Every campaign we talk to asks some version of the same question: what should we build the website on? It's the right question, and the answer matters more than most first-time candidates expect. The platform you pick decides how fast you launch, how much you spend, whether you can fundraise, and — quietly — whether your site looks like a serious campaign or a weekend project. Here's how we think about it.
First, be honest about what a campaign site has to do
A campaign website isn't a brochure. On a good day it's doing five jobs at once: introducing the candidate, taking donations, signing up volunteers, capturing emails, and giving the press what they need. Most "political website builders" are really just page builders — they make something that looks like a site but can't take a donation, sync a volunteer to your CRM, or hold up when a rapid-response moment sends ten thousand people to one URL. Start from the jobs, not the templates.
The options, honestly
Wix and Squarespace. Fast, cheap, and fine for a static one-pager. The catch is twofold: the templates are recognizable — voters have seen them a hundred times, and a recognizable template quietly signals "not a real operation" — and the fundraising and CRM tooling is thin. If your entire program is "here's who I am and here's my email," they'll do. The moment you need serious donation pages or volunteer pipelines, you'll be fighting the platform.
Off-the-shelf NationBuilder themes. NationBuilder is a genuinely strong political CRM — donor tools, supporter management, email, all in one box. The problem is never the back end; it's the default theme. Ship the stock theme and your site looks like every other NationBuilder site, because it is one. We use NationBuilder all the time — we just never ship the default look.
Campaign Nucleus. A strong record for U.S. campaigns, recently expanded into Canada. Good donor tooling, deliverable email, and a genuinely usable landing-page builder for standing up fast pages. When a client's needs fit, we nudge them this way.
WordPress with custom plugins. The most flexible and the most future-proof — full ownership of every line of code and a life beyond the cycle. Slower and pricier to set up, so it's the right call when the campaign is bigger or the site needs to live on after election night.
A custom build from scratch. The Rolls-Royce option: a three-month, twenty-thousand-dollar build. Beautiful, and almost always the wrong choice for a six-month race. The calendar doesn't move for your web project.
The cookie-cutter problem isn't templates — it's running a template without customizing the parts that matter. Done right, a templated build looks bespoke and ships in days.

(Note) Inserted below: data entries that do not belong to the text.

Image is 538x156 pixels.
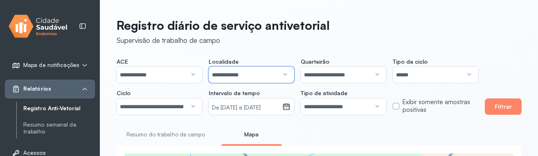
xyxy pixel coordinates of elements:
[403,99,479,114] label: Exibir somente amostras positivas
[117,58,128,66] span: ACE
[117,18,330,33] p: Registro diário de serviço antivetorial
[23,120,95,137] a: Resumo semanal de trabalho
[23,62,79,69] span: Mapa de notificações
[485,99,522,115] button: Filtrar
[222,128,282,142] a: Mapa
[209,58,239,66] span: Localidade
[209,90,260,97] span: Intervalo de tempo
[23,104,95,114] a: Registro Anti-Vetorial
[23,105,95,112] a: Registro Anti-Vetorial
[301,90,348,97] span: Tipo de atividade
[117,90,131,97] span: Ciclo
[393,58,428,66] span: Tipo de ciclo
[117,36,330,45] div: Supervisão de trabalho de campo
[212,104,279,112] small: De [DATE] a [DATE]
[23,86,51,93] span: Relatórios
[301,58,330,66] span: Quarteirão
[23,122,95,136] a: Resumo semanal de trabalho
[117,128,215,142] a: Resumo do trabalho de campo
[9,13,68,40] img: logo.svg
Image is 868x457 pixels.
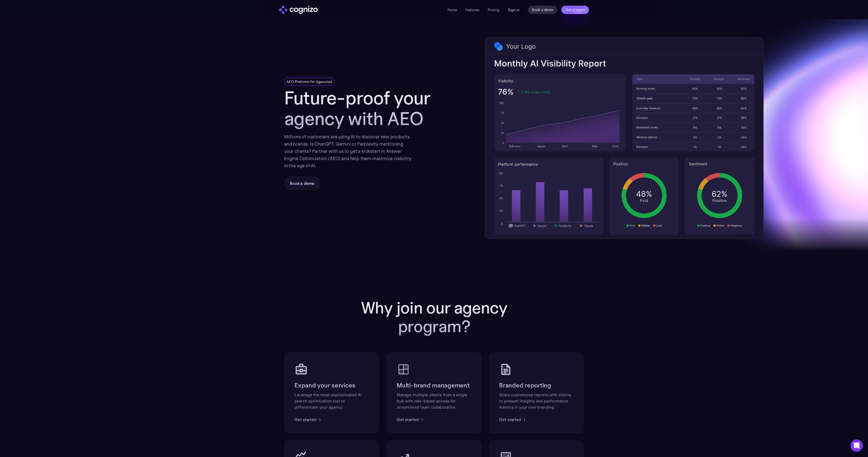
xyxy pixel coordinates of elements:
div: Manage multiple clients from a single hub with role-based access for streamlined team collaboration. [397,391,472,410]
div: Book a demo [290,180,315,187]
a: Get a report [562,6,589,14]
a: Pricing [488,8,500,12]
div: Millions of customers are using AI to discover new products and brands. Is ChatGPT, Gemini or Per... [284,133,411,169]
div: Open Intercom Messenger [851,440,863,452]
div: Get started [397,416,419,423]
h2: Why join our agency program? [331,299,537,336]
a: Features [465,8,479,12]
a: Get started [499,416,528,423]
a: Home [448,8,457,12]
div: Leverage the most sophisticated AI search optimization tool to differentiate your agency. [295,391,369,410]
a: Get started [295,416,323,423]
a: Get started [397,416,425,423]
div: Get started [499,416,521,423]
img: cognizo logo [279,6,318,14]
div: Share customized reports with clients to present insights and performance metrics in your own bra... [499,391,574,410]
img: Co-branded monthly AI visibility report for agency clients [485,37,764,239]
h2: Expand your services [295,381,369,389]
h2: Multi-brand management [397,381,472,389]
h2: Branded reporting [499,381,574,389]
a: Book a demo [284,176,320,190]
a: home [279,6,318,14]
a: Book a demo [528,6,558,14]
div: AEO Platform for Agencies [286,79,332,84]
a: Sign in [508,6,520,13]
h1: Future-proof your agency with AEO [284,88,445,129]
div: Get started [295,416,317,423]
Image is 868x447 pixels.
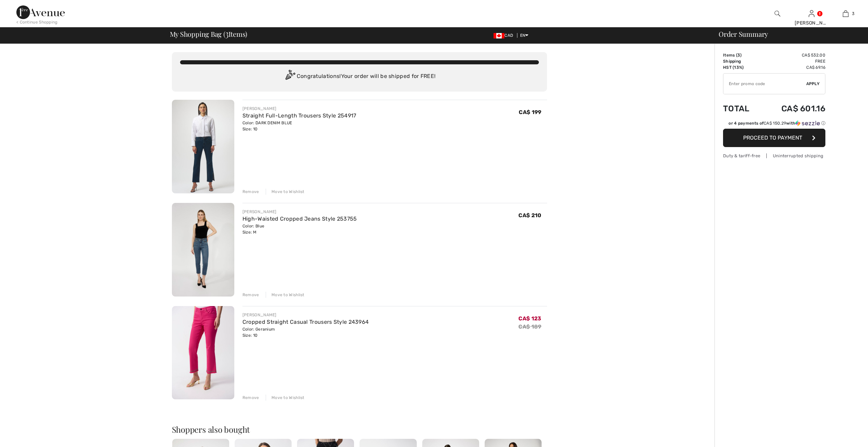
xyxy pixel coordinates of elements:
[737,53,740,58] span: 3
[172,425,547,434] h2: Shoppers also bought
[842,9,848,18] img: My Bag
[242,113,356,119] a: Straight Full-Length Trousers Style 254917
[242,223,357,235] div: Color: Blue Size: M
[242,326,369,338] div: Color: Geranium Size: 10
[242,216,357,222] a: High-Waisted Cropped Jeans Style 253755
[242,120,356,132] div: Color: DARK DENIM BLUE Size: 10
[172,306,234,400] img: Cropped Straight Casual Trousers Style 243964
[519,109,541,116] span: CA$ 199
[852,11,854,17] span: 3
[172,203,234,296] img: High-Waisted Cropped Jeans Style 253755
[728,120,825,127] div: or 4 payments of with
[494,33,504,39] img: Canadian Dollar
[242,292,259,298] div: Remove
[723,52,762,58] td: Items ( )
[518,324,541,330] s: CA$ 189
[806,81,820,87] span: Apply
[723,74,806,94] input: Promo code
[494,33,516,38] span: CAD
[242,319,369,326] a: Cropped Straight Casual Trousers Style 243964
[180,70,539,83] div: Congratulations! Your order will be shipped for FREE!
[763,121,786,125] span: CA$ 150.29
[266,292,304,298] div: Move to Wishlist
[775,9,780,18] img: search the website
[743,135,802,141] span: Proceed to Payment
[723,153,825,159] div: Duty & tariff-free | Uninterrupted shipping
[762,97,825,120] td: CA$ 601.16
[172,100,234,194] img: Straight Full-Length Trousers Style 254917
[518,212,541,219] span: CA$ 210
[762,52,825,58] td: CA$ 532.00
[723,120,825,129] div: or 4 payments ofCA$ 150.29withSezzle Click to learn more about Sezzle
[242,395,259,401] div: Remove
[795,120,820,127] img: Sezzle
[266,188,304,195] div: Move to Wishlist
[520,33,529,38] span: EN
[242,106,356,111] div: [PERSON_NAME]
[762,58,825,64] td: Free
[762,64,825,71] td: CA$ 69.16
[794,19,828,27] div: [PERSON_NAME]
[242,209,357,215] div: [PERSON_NAME]
[518,316,541,322] span: CA$ 123
[723,64,762,71] td: HST (13%)
[723,129,825,147] button: Proceed to Payment
[283,70,297,83] img: Congratulation2.svg
[829,9,862,18] a: 3
[242,312,369,318] div: [PERSON_NAME]
[225,29,228,38] span: 3
[808,11,814,17] a: Sign In
[16,19,58,25] div: < Continue Shopping
[170,31,248,37] span: My Shopping Bag ( Items)
[808,9,814,18] img: My Info
[723,58,762,64] td: Shipping
[266,395,304,401] div: Move to Wishlist
[723,97,762,120] td: Total
[710,31,864,37] div: Order Summary
[16,5,65,19] img: 1ère Avenue
[242,188,259,195] div: Remove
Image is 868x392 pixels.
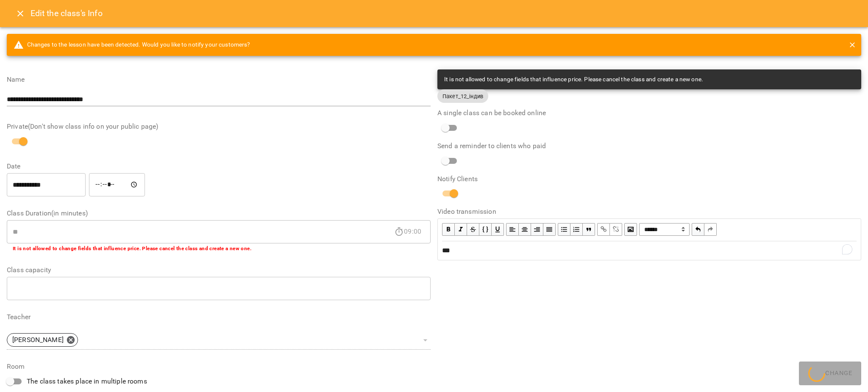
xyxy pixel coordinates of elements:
[479,223,491,236] button: Monospace
[467,223,479,236] button: Strikethrough
[13,246,251,251] b: It is not allowed to change fields that influence price. Please cancel the class and create a new...
[455,223,467,236] button: Italic
[7,314,431,321] label: Teacher
[14,39,250,50] span: Changes to the lesson have been detected. Would you like to notify your customers?
[7,331,431,350] div: [PERSON_NAME]
[570,223,582,236] button: OL
[7,163,431,170] label: Date
[7,124,431,130] label: Private(Don't show class info on your public page)
[491,223,503,236] button: Underline
[437,176,861,183] label: Notify Clients
[558,223,570,236] button: UL
[582,223,595,236] button: Blockquote
[7,364,431,371] label: Room
[7,267,431,274] label: Class capacity
[624,223,637,236] button: Image
[597,223,610,236] button: Link
[7,210,431,217] label: Class Duration(in minutes)
[639,223,690,236] select: Block type
[610,223,622,236] button: Remove Link
[506,223,519,236] button: Align Left
[10,3,31,24] button: Close
[444,72,703,87] div: It is not allowed to change fields that influence price. Please cancel the class and create a new...
[704,223,716,236] button: Redo
[438,242,860,260] div: To enrich screen reader interactions, please activate Accessibility in Grammarly extension settings
[519,223,531,236] button: Align Center
[31,7,103,20] h6: Edit the class's Info
[437,110,861,117] label: A single class can be booked online
[691,223,704,236] button: Undo
[437,142,861,149] label: Send a reminder to clients who paid
[442,223,455,236] button: Bold
[847,39,858,51] button: close
[639,223,690,236] span: Normal
[437,93,488,100] span: Пакет_12_індив
[543,223,556,236] button: Align Justify
[12,335,63,346] p: [PERSON_NAME]
[7,76,431,83] label: Name
[437,208,861,215] label: Video transmission
[27,377,147,387] span: The class takes place in multiple rooms
[531,223,543,236] button: Align Right
[7,334,78,347] div: [PERSON_NAME]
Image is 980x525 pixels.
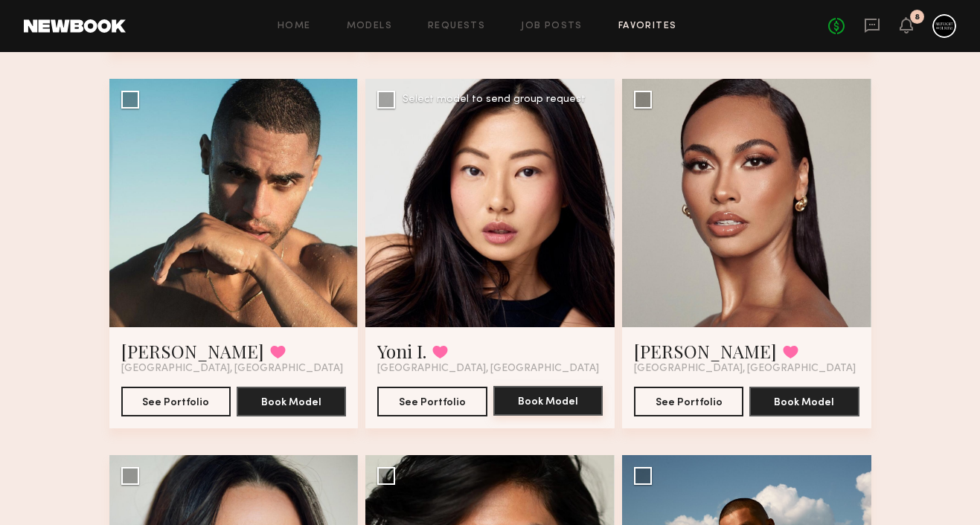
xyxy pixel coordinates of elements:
span: [GEOGRAPHIC_DATA], [GEOGRAPHIC_DATA] [377,363,599,375]
a: Models [347,21,392,31]
button: Book Model [493,386,603,416]
button: See Portfolio [634,386,743,417]
a: Favorites [618,21,677,31]
a: Book Model [493,395,603,408]
a: Job Posts [521,21,583,31]
a: [PERSON_NAME] [121,339,264,363]
a: Book Model [237,395,346,408]
a: Book Model [749,395,859,408]
button: See Portfolio [121,386,231,417]
span: [GEOGRAPHIC_DATA], [GEOGRAPHIC_DATA] [634,363,856,375]
a: Yoni I. [377,339,427,363]
a: Home [277,21,311,31]
button: Book Model [237,386,346,417]
div: 8 [914,14,920,21]
button: Book Model [749,386,859,417]
a: [PERSON_NAME] [634,339,776,363]
span: [GEOGRAPHIC_DATA], [GEOGRAPHIC_DATA] [121,363,343,375]
a: Requests [427,21,485,31]
div: Select model to send group request [402,94,585,105]
button: See Portfolio [377,386,487,417]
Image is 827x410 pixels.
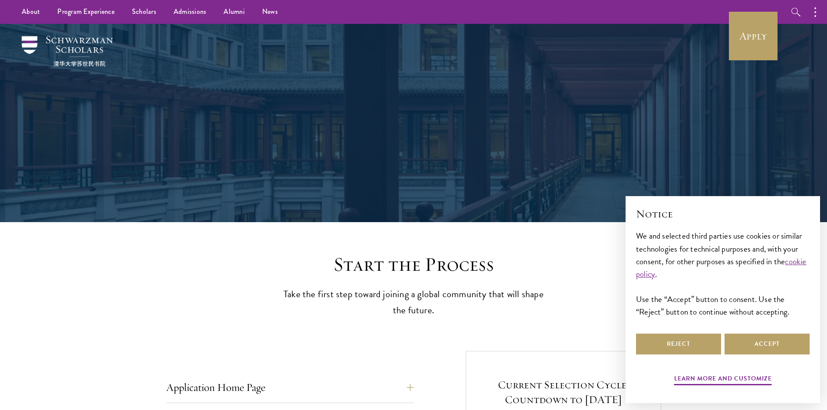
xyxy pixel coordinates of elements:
[636,334,721,354] button: Reject
[729,12,777,60] a: Apply
[636,255,806,280] a: cookie policy
[166,377,413,398] button: Application Home Page
[724,334,809,354] button: Accept
[279,253,548,277] h2: Start the Process
[636,230,809,318] div: We and selected third parties use cookies or similar technologies for technical purposes and, wit...
[674,373,771,387] button: Learn more and customize
[636,207,809,221] h2: Notice
[279,286,548,318] p: Take the first step toward joining a global community that will shape the future.
[22,36,113,66] img: Schwarzman Scholars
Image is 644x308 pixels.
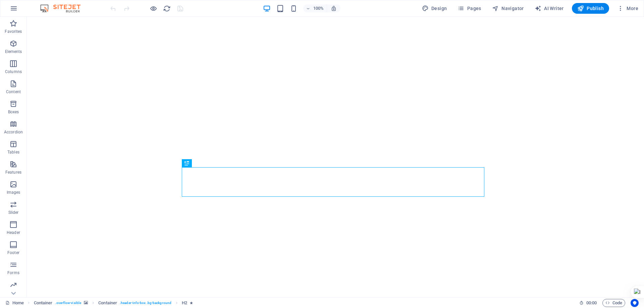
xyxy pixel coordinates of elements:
[6,89,21,94] p: Content
[34,299,53,307] span: Click to select. Double-click to edit
[149,4,157,12] button: Click here to leave preview mode and continue editing
[190,301,193,305] i: Element contains an animation
[4,130,23,135] p: Accordion
[7,230,20,235] p: Header
[602,299,625,307] button: Code
[577,5,603,12] span: Publish
[8,250,20,255] p: Footer
[605,299,622,307] span: Code
[579,299,597,307] h6: Session time
[313,4,324,12] h6: 100%
[586,299,596,307] span: 00 00
[8,109,19,115] p: Boxes
[84,301,88,305] i: This element contains a background
[458,5,481,12] span: Pages
[8,210,19,215] p: Slider
[5,69,22,74] p: Columns
[39,4,89,12] img: Editor Logo
[8,150,20,155] p: Tables
[331,5,336,12] i: On resize automatically adjust zoom level to fit chosen device.
[8,270,20,276] p: Forms
[591,300,592,305] span: :
[7,190,20,195] p: Images
[422,5,447,12] span: Design
[535,5,564,12] span: AI Writer
[455,3,483,14] button: Pages
[55,299,81,307] span: . overflow-visible
[614,3,641,14] button: More
[492,5,524,12] span: Navigator
[419,3,450,14] div: Design (Ctrl+Alt+Y)
[5,49,22,54] p: Elements
[182,299,187,307] span: Click to select. Double-click to edit
[162,4,171,12] button: reload
[630,299,639,307] button: Usercentrics
[120,299,171,307] span: . header-info-box .bg-background
[34,299,193,307] nav: breadcrumb
[419,3,450,14] button: Design
[489,3,527,14] button: Navigator
[5,170,21,175] p: Features
[532,3,567,14] button: AI Writer
[5,29,22,34] p: Favorites
[617,5,638,12] span: More
[163,5,171,12] i: Reload page
[5,299,24,307] a: Click to cancel selection. Double-click to open Pages
[98,299,117,307] span: Click to select. Double-click to edit
[303,4,327,12] button: 100%
[572,3,609,14] button: Publish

The third option most people miss
There's a middle path between "recognizable template" and "custom build," and it's how nearly every site we ship gets made: a proven template system underneath — so it launches in days — with a fully bespoke brand and layout on top, so it never looks like anyone else's. Same speed as a builder, none of the cookie-cutter feel, and every donation page, petition, and volunteer form wired to your CRM from day one. It's the answer to "I need it fast, on budget, and it can't look like a template" — which is what campaigns are actually asking.
A quick decision guide
- Tiny budget, static one-pager, no fundraising? A builder like Wix is fine. Know its ceiling.
- Real fundraising and volunteer program, need it live this month? A customized template system on NationBuilder, Campaign Nucleus, or WordPress. This is most campaigns.
- Large campaign or a site meant to outlive the cycle? WordPress with custom development, or a full custom build if the budget's there.
If you want the version of this where we just tell you what your specific race needs, that's what our political campaign website design work is — and the free quote comes with an honest answer even if the answer is "you don't need us yet."